On October 5, the Archdiocese of Manaus celebrated the Jubilee of the Original Peoples. The participants, belonging to different peoples, went on pilgrimage from their own communities on the outskirts of the city to Parque do Mindu, the place chosen to celebrate this moment of faith and culture that brought them together around our Cardinal Archbishop Leonardo Steiner.
“The answer is us”. This was the phrase chosen by the Original Peoples for their Jubilee held in Mindú Park in Manaus. Those who know the Amazonian capital are aware of the immense urban challenge the city faces. The processes of occupying the territory have led to a distancing of the inhabitants’ relationship with nature.
On the day that the Archdiocese of Manaus was celebrating the Jubilee of Original Peoples, heavy rain hit the capital of Amazonas. It’s poetic to think that during the speech by Cardinal Leonardo Steiner, Archbishop of Manaus, on the need to create a new relationship with nature, the rain started. However, it’s likely that this event is linked to climate change and that’s why we’ll think about this day from the perspective of what was experienced in Mindú Park.

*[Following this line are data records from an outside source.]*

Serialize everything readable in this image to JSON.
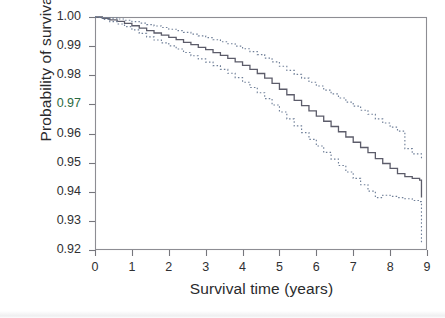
{
  "figure": {
    "background_color": "#ffffff",
    "plot_area": {
      "left": 95,
      "top": 17,
      "right": 427,
      "bottom": 250
    },
    "border_color": "#8d8d93"
  },
  "axes": {
    "x_title": "Survival time (years)",
    "y_title": "Probability of survival",
    "x_ticks": [
      "0",
      "1",
      "2",
      "3",
      "4",
      "5",
      "6",
      "7",
      "8",
      "9"
    ],
    "y_ticks": [
      "1.00",
      "0.99",
      "0.98",
      "0.97",
      "0.96",
      "0.95",
      "0.94",
      "0.93",
      "0.92"
    ],
    "y_tick_tinted_index": 3,
    "tick_color": "#76767c"
  },
  "chart_data": {
    "type": "line",
    "title": "",
    "subtitle": "",
    "xlabel": "Survival time (years)",
    "ylabel": "Probability of survival",
    "xlim": [
      0,
      9
    ],
    "ylim": [
      0.92,
      1.0
    ],
    "grid": false,
    "legend": "none",
    "step_style": "kaplan-meier step function",
    "annotations": [],
    "series": [
      {
        "name": "Survival estimate",
        "style": "solid",
        "color": "#5c5c6a",
        "x": [
          0.0,
          0.2,
          0.4,
          0.6,
          0.8,
          1.0,
          1.2,
          1.4,
          1.6,
          1.8,
          2.0,
          2.2,
          2.4,
          2.6,
          2.8,
          3.0,
          3.2,
          3.4,
          3.6,
          3.8,
          4.0,
          4.2,
          4.4,
          4.6,
          4.8,
          5.0,
          5.2,
          5.4,
          5.6,
          5.8,
          6.0,
          6.2,
          6.4,
          6.6,
          6.8,
          7.0,
          7.2,
          7.4,
          7.6,
          7.8,
          8.0,
          8.2,
          8.4,
          8.6,
          8.8,
          8.85
        ],
        "y": [
          1.0,
          0.9995,
          0.999,
          0.9985,
          0.9978,
          0.997,
          0.9962,
          0.9953,
          0.9945,
          0.9938,
          0.993,
          0.9922,
          0.9913,
          0.9905,
          0.9896,
          0.9888,
          0.9878,
          0.9868,
          0.9858,
          0.9846,
          0.9834,
          0.982,
          0.9806,
          0.979,
          0.9772,
          0.9752,
          0.9733,
          0.9714,
          0.9696,
          0.9678,
          0.966,
          0.9642,
          0.9624,
          0.9606,
          0.9588,
          0.957,
          0.9552,
          0.9534,
          0.9514,
          0.9497,
          0.948,
          0.9462,
          0.9452,
          0.9446,
          0.944,
          0.938
        ]
      },
      {
        "name": "Upper 95% confidence limit",
        "style": "dotted",
        "color": "#6f7f98",
        "x": [
          0.0,
          0.2,
          0.4,
          0.6,
          0.8,
          1.0,
          1.2,
          1.4,
          1.6,
          1.8,
          2.0,
          2.2,
          2.4,
          2.6,
          2.8,
          3.0,
          3.2,
          3.4,
          3.6,
          3.8,
          4.0,
          4.2,
          4.4,
          4.6,
          4.8,
          5.0,
          5.2,
          5.4,
          5.6,
          5.8,
          6.0,
          6.2,
          6.4,
          6.6,
          6.8,
          7.0,
          7.2,
          7.4,
          7.6,
          7.8,
          8.0,
          8.2,
          8.4,
          8.6,
          8.85
        ],
        "y": [
          1.0,
          0.9998,
          0.9996,
          0.9993,
          0.9989,
          0.9984,
          0.9979,
          0.9974,
          0.9969,
          0.9964,
          0.9958,
          0.9953,
          0.9947,
          0.9941,
          0.9935,
          0.9929,
          0.9922,
          0.9915,
          0.9908,
          0.99,
          0.9891,
          0.9881,
          0.9871,
          0.9859,
          0.9846,
          0.9831,
          0.9817,
          0.9803,
          0.979,
          0.9776,
          0.9763,
          0.9749,
          0.9736,
          0.9722,
          0.9708,
          0.9694,
          0.968,
          0.9666,
          0.965,
          0.9636,
          0.9622,
          0.9608,
          0.9548,
          0.953,
          0.951
        ]
      },
      {
        "name": "Lower 95% confidence limit",
        "style": "dotted",
        "color": "#6f7f98",
        "x": [
          0.0,
          0.2,
          0.4,
          0.6,
          0.8,
          1.0,
          1.2,
          1.4,
          1.6,
          1.8,
          2.0,
          2.2,
          2.4,
          2.6,
          2.8,
          3.0,
          3.2,
          3.4,
          3.6,
          3.8,
          4.0,
          4.2,
          4.4,
          4.6,
          4.8,
          5.0,
          5.2,
          5.4,
          5.6,
          5.8,
          6.0,
          6.2,
          6.4,
          6.6,
          6.8,
          7.0,
          7.2,
          7.4,
          7.6,
          7.8,
          8.0,
          8.2,
          8.4,
          8.6,
          8.8,
          8.85
        ],
        "y": [
          1.0,
          0.9992,
          0.9984,
          0.9976,
          0.9967,
          0.9956,
          0.9944,
          0.9932,
          0.9921,
          0.9911,
          0.9901,
          0.989,
          0.9878,
          0.9867,
          0.9856,
          0.9845,
          0.9833,
          0.982,
          0.9807,
          0.9792,
          0.9776,
          0.9758,
          0.974,
          0.972,
          0.9698,
          0.9674,
          0.965,
          0.9626,
          0.9603,
          0.958,
          0.9557,
          0.9535,
          0.9512,
          0.949,
          0.9468,
          0.9446,
          0.9424,
          0.9402,
          0.938,
          0.9388,
          0.9384,
          0.938,
          0.9376,
          0.937,
          0.9366,
          0.9222
        ]
      }
    ]
  }
}
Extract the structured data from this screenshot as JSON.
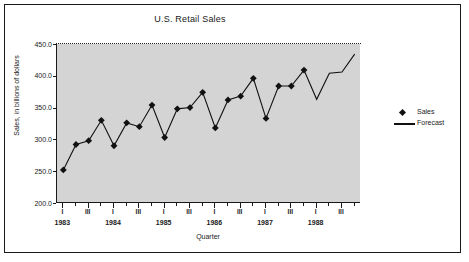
{
  "chart_data": {
    "type": "line",
    "title": "U.S. Retail Sales",
    "xlabel": "Quarter",
    "ylabel": "Sales, in billions of dollars",
    "ylim": [
      200.0,
      450.0
    ],
    "ytick_labels": [
      "450.0",
      "400.0",
      "350.0",
      "300.0",
      "250.0",
      "200.0"
    ],
    "ytick_values": [
      450.0,
      400.0,
      350.0,
      300.0,
      250.0,
      200.0
    ],
    "grid": false,
    "legend_position": "right",
    "years": [
      "1983",
      "1984",
      "1985",
      "1986",
      "1987",
      "1988"
    ],
    "quarter_tick_labels": [
      "I",
      "",
      "III",
      "",
      "I",
      "",
      "III",
      "",
      "I",
      "",
      "III",
      "",
      "I",
      "",
      "III",
      "",
      "I",
      "",
      "III",
      "",
      "I",
      "",
      "III",
      ""
    ],
    "x": [
      "1983 I",
      "1983 II",
      "1983 III",
      "1983 IV",
      "1984 I",
      "1984 II",
      "1984 III",
      "1984 IV",
      "1985 I",
      "1985 II",
      "1985 III",
      "1985 IV",
      "1986 I",
      "1986 II",
      "1986 III",
      "1986 IV",
      "1987 I",
      "1987 II",
      "1987 III",
      "1987 IV",
      "1988 I",
      "1988 II",
      "1988 III",
      "1988 IV"
    ],
    "series": [
      {
        "name": "Sales",
        "marker": "diamond",
        "values": [
          252,
          292,
          298,
          330,
          290,
          326,
          320,
          354,
          303,
          348,
          350,
          374,
          318,
          362,
          368,
          396,
          333,
          384,
          384,
          409,
          null,
          null,
          null,
          null
        ]
      },
      {
        "name": "Forecast",
        "marker": "line",
        "values": [
          252,
          292,
          298,
          330,
          290,
          326,
          320,
          354,
          303,
          348,
          350,
          374,
          318,
          362,
          368,
          396,
          333,
          384,
          384,
          409,
          363,
          404,
          406,
          434
        ]
      }
    ],
    "legend": [
      {
        "label": "Sales",
        "key": "diamond"
      },
      {
        "label": "Forecast",
        "key": "line"
      }
    ]
  }
}
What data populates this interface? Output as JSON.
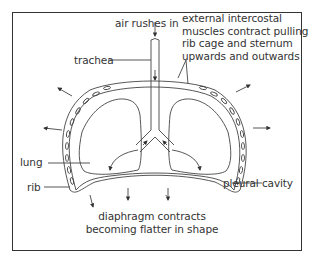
{
  "diagram": {
    "title": "",
    "labels": {
      "air_rushes_in": "air rushes in",
      "trachea": "trachea",
      "intercostal_line1": "external intercostal",
      "intercostal_line2": "muscles contract pulling",
      "intercostal_line3": "rib cage and sternum",
      "intercostal_line4": "upwards and outwards",
      "lung": "lung",
      "rib": "rib",
      "pleural_cavity": "pleural cavity",
      "diaphragm_line1": "diaphragm contracts",
      "diaphragm_line2": "becoming flatter in shape"
    },
    "colors": {
      "line": "#333333",
      "frame": "#333333",
      "background": "#ffffff"
    }
  }
}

Mindú Park is one of the few forested areas in the middle of the city with a wide distribution of fauna and flora. It is a great example of disharmony and recovery, with areas of regeneration previously degraded by deforestation. It is crossed by one of the city’s largest streams, which is polluted along its entire length, but also has the possibility of still-preserved springs. The area is one of the last refuges for an endangered small monkey, the collared marmoset (Saguinus bicolor).
This is a short excerpt. In it, we remember the breaking of the link between God and his creatures in the book of Genesis (9:12-17). For this reason, experiencing a jubilee in this park is profoundly prophetic and compromising. It is an invitation to realize our relationship with the whole of creation since, in the words of the cardinal, “it seems that society is deaf. It seems that hearts are closed and don’t realize how important all creatures are for us to be able to live, to live together”.
The venue was an open-air auditorium. There was a roof that protected us from the heavy rain, but it showed its precariousness with numerous leaks. On the open sides, we found ourselves embraced by the forest. And when the rain came, accompanied by a strong gale, we were moved to occupy just one side of the auditorium. There was no panic or fear. We were connected, we felt part of it.
Meanwhile, another dynamic was taking place in the avenues of the historic city center of Manaus, which were paved over the beds of the igarapés and were being heavily flooded due to the heavy rain. In the videos that circulated on social media, it was possible to see the water occupying the space where the streams used to be. This reveals a structural problem, but also an erasure, an aversion to our deepest roots: the city of water has grown, suppressed and polluted its waterways.
This brief presentation is so that, when we think about responses to climate change, we break with society’s mentality of domination. In this way, we remember the archbishop’s invitation: “May God help us and may you (indigenous peoples) help us to be ever more a reason for hope, a reason for transformation and not for destruction”. It’s a paradigmatic call for ecological conversion, guided by hope that doesn’t disappoint.
In such a complex context, to say that the answer lies with the original peoples is to assume a way of seeing the world that escapes the stagnant dynamics that have been perpetuated throughout the construction of societies. It means returning to a harmonious, attentive and careful way of living.
Harmonious because it respects the time and space of creatures. Attentive because it perceives and accepts the differences of each individual. And careful, because it recognizes fragility, need and appreciates without wanting to dominate for its own sake, without destroying dignity and life in all its manifestations.
Although the Amazon has gained prominence on the world stage, many of the narratives do not include the peoples who inhabit the territory. This way of looking at the Amazon from above, just as a big green carpet, has excluded, neglected and marginalized its population. This is revealed when we hear the cries and appeals of the indigenous, quilombola and riverine brothers and sisters who attended the Jubilee.
Thinking up a new narrative about the Amazon requires us to abandon the assumptions instilled throughout the educational and human process. This requirement means giving up our securities so that there can be a new form of relationship with nature. And the native brothers demonstrate exactly how this can happen, in a non-linear but circular process of passing on learning.
It is therefore essential that the processes of listening to the peoples are constantly resumed. Let their ancestral teachings be taken into account in all our attempts to re-establish relations with nature. We cannot allow ourselves to be dominated by utilitarian logic, nor can we think of a socio-environmental organization that disregards those who have historically transformed the way we live with the forest and its resources.
Emmanuel Grieco N. Barroso,
A young man from Manaus who works for the Archdiocese of Manaus.